Cherry Madness Co-Fermented Process
You know you’re writing about a complicated process when you need to start with an abstract. Here goes. Edwin’s processing for this particular lot involved two distinct whole cherry fermentations, both of which were oxygen-deprived to different degrees. The second fermentation was very long and included the use of a complex formulation of coffee cherry must (a biproduct of the first fermentation) pure glucose, dehydrated fruit and fresh raspberry pulp, all of which was blended into a solution and circulated through the coffee cherry as it sat. Finally, the cherry was moved directly to raised screen beds to dry as a full natural. Each stage adds a particular bit of uniqueness to the final coffee, so that by the end the coffee is truly one of a kind in the world.
The first fermentation was a simple anerobic fermentation of fresh coffee cherry only, carefully hand-sorted for ripeness and consistency, and washed clean. This stage lasted 24 hours. During fermentations like these, even when short, the coffee fruit becomes softer, sweeter, and more acetic, while also leaching out a concentrated sticky, sugary runoff—the mossto or “must”, not unlike the must from freshly smashed grapes and skins in winemaking.
After the first cherry fermentation was complete, the fermented cherry was separated from its must and packed into the fermentation tanks again. The must was then fermented on its own, along with brewer’s yeast to inoculate the process and ample quantities of both pure glucose (sugar solution) and dehydrated fruits, and fresh raspberry. The cherry spent 120 hours in oxygen-deprived fermentation, during which this fermented and flavored must was circulated through the coffee cherry every 24 hours, for 5 total circulations.
In the final step the co-fermented cherry was moved, unwashed, directly to Edwin’s greenhouse to dry on raised screen beds, where it dried for 10 days as a traditional honey process coffee—with the mucilage still clinging to the parchment.
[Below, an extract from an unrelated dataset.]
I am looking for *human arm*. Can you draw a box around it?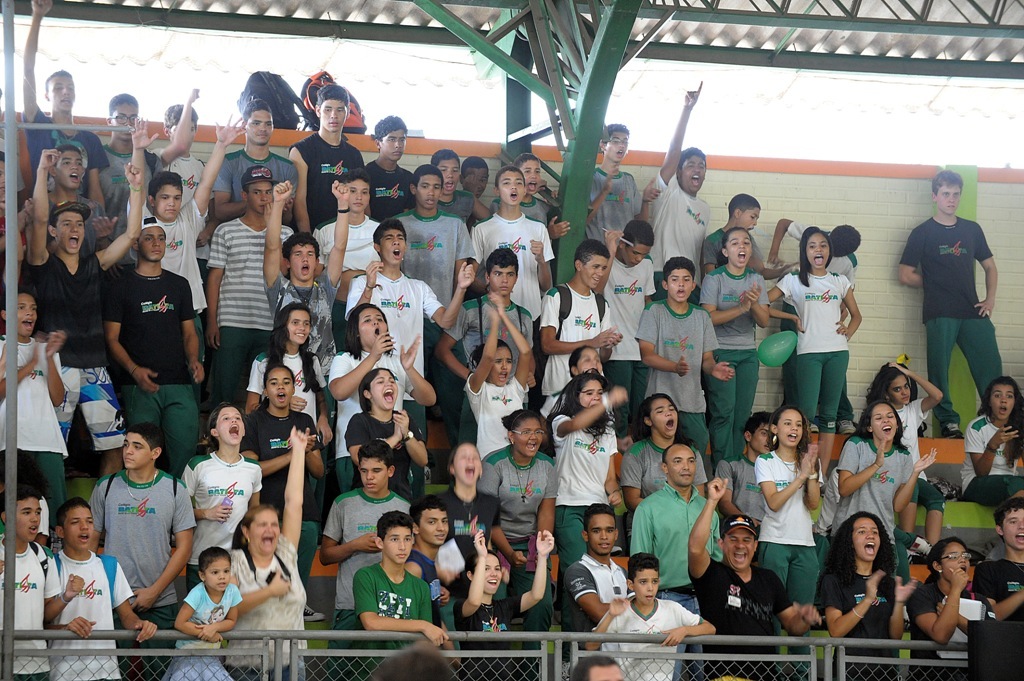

The fully dried coffee was then conditioned for 8 days in a warehouse, allowing for humidity to stabilize inside the seeds, and then moved into GrainPro bags for long-term storage, where it was cupped numerous times over the next few weeks for quality analysis.
Edwin used a high-quality cultivar here but still a very common one: caturra is considered a “classic” Colombia genetic, having dominated much of the landscape prior to the coffee rust outbreaks of the 2010s. In other words, the arabica genetics themselves are not exotic to Colombia. Rather, the achievement is in the husbandry of the trees, the harvesting, precise blend of the different cherries, and of course the very exacting processing approach created entirely by Edwin. Some “experimental” coffees scream their processes crudely in the cup; the best ones are so symphonic as to seem effortless, the way a well-made bonsai tree can be both a specimen of nature and a monument to an extraordinary amount of work, study, and concentration.